Human Brain Senses Touch outside the Body, Study Shows

neural activity reveals that the brain treats held objects as bodily extensions

By Jonny Lupsha, Wondrium Staff Writer

As the human brain senses where we touch a held object, it can also pinpoint the exact location of where that object then touches another object, Science Alert reported Monday. Mapped neural activity shows our efforts to discern where an object that we’re holding makes physical contact with something else. We experience the sense of touch through a complex network of cells.

Brain concept, hand touching brain with city background
Mapping of neural activity of the brain related to the perception of touch shows significant, new scientific understandings of how the brain operates. Photo by Sdecoret / Shutterstock

According to Science Alert, new evidence is showing that our perception of touch—the most direct of the five senses—treats certain objects as extensions of ourselves. If you hold a ruler at one end, for example, and someone else takes hold of the ruler without touching you and without removing it from your grasp, your brain can roughly detect where on the ruler the other person is touching it. When we physically feel something touching us, it’s a combined work of four groupings of cells under our skin.

Merkel Receptors and Ruffini Cylinders

The different types of cells under our skin respond to physical touch in different ways, and although we only have one conscious perception of touch, it comes to us through a combination of different cell types reacting to external stimuli.

Merkel receptors live very close to the surface of the skin, just beneath the tough, outermost layer of skin called the epidermis,” said Dr. Peter M. Vishton, Associate Professor of Psychology at William & Mary. “They’re small, and in some areas of the skin, they’re very densely packed together. This gives them the ability to encode very fine details of a pattern of pressure when something presses against your skin.”

For example, Dr. Vishton said, Merkel receptors are the reason we can feel the difference between the bark of an oak tree versus a maple tree.

Ruffini cylinders, he said, reside a bit deeper than Merkel cells and they respond to the stretching of the skin, whether by our own movement or from external friction. “These cells seem to be especially important for kinesthetic perception; that is, our sense of our body’s posture.”

Meissner and Pacinian Corpuscles

At the same narrow depth under the skin as Merkel receptors are a cell group called Meissner’s corpuscles. “These cells are substantially larger than Merkel cells and, thus, can’t encode fine details very well,” Dr. Vishton said. “What they can encode is vibration. If you press on a Meissner’s corpuscle, it would respond but only for a few milliseconds, after which it would turn off. If you release that pressure, it responds again.”

In other words, he said, Meissner cells respond not to pressure but to changes in pressure, and since they respond so quickly, vibration is the best stimulus for them.

They pair with Pacinian corpuscles, a cell group far deeper in the skin that responds to vibrations at higher cycles per second than Meissner corpuscles.

“As with color vision, the relative responses of these two different types of cells enable us to infer just what the actual rate of vibration that’s out there in the world is,” Dr. Vishton said. “If the two cells are responding equally, then the vibration is probably in the middle of their preferred ranges; if only the Meissner’s cells are responding, then a slower rate of vibration is present; lots of Pacinian corpuscle response and no Meissner’s cell response, then probably a high rate of vibration is present.”

With so many cells reacting so differently to every external stimulus we touch, it’s little wonder that our brains can even sense secondary physical contact to an extent.

Dr. Vishton is Associate Professor of Psychology at William & Mary.

Dr. Peter M. Vishton contributed to this article. Dr. Vishton is Associate Professor of Psychology at William & Mary. He earned his Ph.D. in Psychology and Cognitive Science from Cornell University.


* **Exercise aim**: Return the lines from the one containing "Find and bound clothing." to the end of the material, both end lines included, exactly and with nothing else.

--------------------

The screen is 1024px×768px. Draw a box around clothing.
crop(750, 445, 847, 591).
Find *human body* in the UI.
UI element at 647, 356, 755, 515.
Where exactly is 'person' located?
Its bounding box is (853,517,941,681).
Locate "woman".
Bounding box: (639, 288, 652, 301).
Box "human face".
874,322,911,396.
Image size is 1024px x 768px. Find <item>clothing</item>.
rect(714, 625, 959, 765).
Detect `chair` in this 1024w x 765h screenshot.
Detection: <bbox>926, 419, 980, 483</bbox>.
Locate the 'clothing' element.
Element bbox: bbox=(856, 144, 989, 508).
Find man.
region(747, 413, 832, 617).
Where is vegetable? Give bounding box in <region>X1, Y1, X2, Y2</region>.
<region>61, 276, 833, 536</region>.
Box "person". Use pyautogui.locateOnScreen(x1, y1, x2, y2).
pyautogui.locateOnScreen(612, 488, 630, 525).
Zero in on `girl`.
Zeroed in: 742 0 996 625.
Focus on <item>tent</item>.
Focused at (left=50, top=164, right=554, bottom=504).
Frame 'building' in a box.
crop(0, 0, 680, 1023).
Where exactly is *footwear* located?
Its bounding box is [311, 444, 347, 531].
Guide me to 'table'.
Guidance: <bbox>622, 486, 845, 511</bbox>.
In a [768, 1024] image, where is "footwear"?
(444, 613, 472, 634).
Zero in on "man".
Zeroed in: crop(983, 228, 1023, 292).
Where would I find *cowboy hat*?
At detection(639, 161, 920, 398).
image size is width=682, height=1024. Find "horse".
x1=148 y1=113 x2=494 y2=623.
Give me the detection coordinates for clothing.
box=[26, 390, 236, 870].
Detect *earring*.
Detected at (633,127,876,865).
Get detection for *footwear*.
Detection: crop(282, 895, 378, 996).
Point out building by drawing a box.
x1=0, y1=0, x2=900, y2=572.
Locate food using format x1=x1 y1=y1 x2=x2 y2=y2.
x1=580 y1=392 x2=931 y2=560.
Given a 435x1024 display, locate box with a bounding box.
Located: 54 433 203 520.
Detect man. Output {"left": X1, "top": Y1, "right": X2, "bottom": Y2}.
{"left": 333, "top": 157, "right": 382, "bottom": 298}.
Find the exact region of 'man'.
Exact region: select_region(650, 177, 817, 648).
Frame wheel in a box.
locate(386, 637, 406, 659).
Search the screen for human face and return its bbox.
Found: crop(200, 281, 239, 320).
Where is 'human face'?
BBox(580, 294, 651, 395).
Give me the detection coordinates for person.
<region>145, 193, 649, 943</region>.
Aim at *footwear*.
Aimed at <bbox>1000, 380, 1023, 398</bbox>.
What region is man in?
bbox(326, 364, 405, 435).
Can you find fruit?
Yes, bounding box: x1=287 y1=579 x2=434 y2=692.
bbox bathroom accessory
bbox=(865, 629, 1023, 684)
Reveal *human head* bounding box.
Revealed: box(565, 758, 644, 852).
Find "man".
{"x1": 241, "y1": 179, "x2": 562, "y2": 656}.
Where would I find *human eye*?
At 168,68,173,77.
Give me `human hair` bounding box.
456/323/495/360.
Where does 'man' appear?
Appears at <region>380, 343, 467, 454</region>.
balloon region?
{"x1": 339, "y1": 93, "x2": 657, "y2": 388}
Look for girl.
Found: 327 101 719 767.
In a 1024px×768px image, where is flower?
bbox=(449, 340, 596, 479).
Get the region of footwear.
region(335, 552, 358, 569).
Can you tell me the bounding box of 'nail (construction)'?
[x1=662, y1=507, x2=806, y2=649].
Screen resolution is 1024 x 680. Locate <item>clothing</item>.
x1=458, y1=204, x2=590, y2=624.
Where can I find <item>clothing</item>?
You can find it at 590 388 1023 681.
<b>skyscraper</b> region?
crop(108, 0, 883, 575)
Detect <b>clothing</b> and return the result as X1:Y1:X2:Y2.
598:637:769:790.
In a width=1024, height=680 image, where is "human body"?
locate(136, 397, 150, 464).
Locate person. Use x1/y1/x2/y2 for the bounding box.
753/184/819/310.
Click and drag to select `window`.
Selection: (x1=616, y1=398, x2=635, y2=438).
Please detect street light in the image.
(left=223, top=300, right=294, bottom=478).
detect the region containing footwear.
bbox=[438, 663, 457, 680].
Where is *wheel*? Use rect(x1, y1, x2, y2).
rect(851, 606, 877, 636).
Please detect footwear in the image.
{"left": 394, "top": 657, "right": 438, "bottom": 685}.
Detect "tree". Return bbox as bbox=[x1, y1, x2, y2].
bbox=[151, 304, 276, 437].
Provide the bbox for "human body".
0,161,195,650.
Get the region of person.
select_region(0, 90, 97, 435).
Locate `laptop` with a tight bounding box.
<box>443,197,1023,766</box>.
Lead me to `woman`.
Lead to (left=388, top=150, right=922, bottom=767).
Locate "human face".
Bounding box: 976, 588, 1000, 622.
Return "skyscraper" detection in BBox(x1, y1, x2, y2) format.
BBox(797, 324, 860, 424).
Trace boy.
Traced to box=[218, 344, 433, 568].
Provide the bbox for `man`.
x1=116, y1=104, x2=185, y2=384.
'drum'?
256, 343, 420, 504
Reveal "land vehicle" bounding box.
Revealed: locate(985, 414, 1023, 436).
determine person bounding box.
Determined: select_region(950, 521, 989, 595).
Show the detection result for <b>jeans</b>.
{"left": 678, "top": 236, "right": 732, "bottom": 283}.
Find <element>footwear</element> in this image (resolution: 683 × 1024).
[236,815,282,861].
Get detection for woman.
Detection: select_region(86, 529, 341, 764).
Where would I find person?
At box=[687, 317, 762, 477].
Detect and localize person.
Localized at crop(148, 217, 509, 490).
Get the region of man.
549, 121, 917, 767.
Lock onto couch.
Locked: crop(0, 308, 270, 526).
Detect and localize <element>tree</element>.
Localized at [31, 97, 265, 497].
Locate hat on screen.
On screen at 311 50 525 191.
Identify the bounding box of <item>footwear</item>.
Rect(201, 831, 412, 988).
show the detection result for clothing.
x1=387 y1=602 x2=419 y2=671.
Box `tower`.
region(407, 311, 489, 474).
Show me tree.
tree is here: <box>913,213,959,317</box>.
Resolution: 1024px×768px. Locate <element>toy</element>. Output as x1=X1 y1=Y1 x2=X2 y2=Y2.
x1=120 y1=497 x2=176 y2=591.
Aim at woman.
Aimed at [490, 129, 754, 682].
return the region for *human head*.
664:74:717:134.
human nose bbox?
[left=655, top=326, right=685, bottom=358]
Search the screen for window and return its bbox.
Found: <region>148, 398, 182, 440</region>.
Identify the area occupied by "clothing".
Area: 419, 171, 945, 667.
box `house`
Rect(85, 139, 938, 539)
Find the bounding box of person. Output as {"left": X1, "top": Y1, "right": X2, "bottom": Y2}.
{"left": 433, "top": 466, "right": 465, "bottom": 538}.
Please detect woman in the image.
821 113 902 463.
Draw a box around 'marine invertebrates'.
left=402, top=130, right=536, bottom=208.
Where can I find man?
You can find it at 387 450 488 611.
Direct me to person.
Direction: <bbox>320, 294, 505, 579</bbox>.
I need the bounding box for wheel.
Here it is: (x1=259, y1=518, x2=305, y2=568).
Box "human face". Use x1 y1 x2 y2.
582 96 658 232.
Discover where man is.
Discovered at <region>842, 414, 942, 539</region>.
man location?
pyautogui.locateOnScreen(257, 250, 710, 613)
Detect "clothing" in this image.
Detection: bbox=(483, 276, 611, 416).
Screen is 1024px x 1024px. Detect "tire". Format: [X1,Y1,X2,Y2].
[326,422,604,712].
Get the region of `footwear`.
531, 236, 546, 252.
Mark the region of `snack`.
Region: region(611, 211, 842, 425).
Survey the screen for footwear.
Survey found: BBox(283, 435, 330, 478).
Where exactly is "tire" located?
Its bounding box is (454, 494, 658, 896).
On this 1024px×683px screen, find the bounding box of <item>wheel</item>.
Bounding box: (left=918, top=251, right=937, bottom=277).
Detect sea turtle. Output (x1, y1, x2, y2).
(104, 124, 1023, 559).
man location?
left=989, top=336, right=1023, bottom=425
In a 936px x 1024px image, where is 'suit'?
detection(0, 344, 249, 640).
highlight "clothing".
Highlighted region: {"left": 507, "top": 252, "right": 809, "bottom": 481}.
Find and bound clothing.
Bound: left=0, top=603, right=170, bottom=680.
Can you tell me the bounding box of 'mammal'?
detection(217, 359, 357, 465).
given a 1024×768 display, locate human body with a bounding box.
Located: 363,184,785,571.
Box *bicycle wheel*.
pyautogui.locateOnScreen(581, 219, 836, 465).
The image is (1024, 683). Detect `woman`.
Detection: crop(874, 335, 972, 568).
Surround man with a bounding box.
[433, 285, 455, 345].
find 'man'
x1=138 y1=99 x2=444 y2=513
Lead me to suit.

--------------------

* **Exercise result**:
Find and bound clothing.
Bound: left=0, top=603, right=170, bottom=680.
Can you tell me the bounding box of 'mammal'?
detection(217, 359, 357, 465).
given a 1024×768 display, locate human body with a bounding box.
Located: 363,184,785,571.
Box *bicycle wheel*.
pyautogui.locateOnScreen(581, 219, 836, 465).
The image is (1024, 683). Detect `woman`.
Detection: crop(874, 335, 972, 568).
Surround man with a bounding box.
[433, 285, 455, 345].
find 'man'
x1=138 y1=99 x2=444 y2=513
Lead me to suit.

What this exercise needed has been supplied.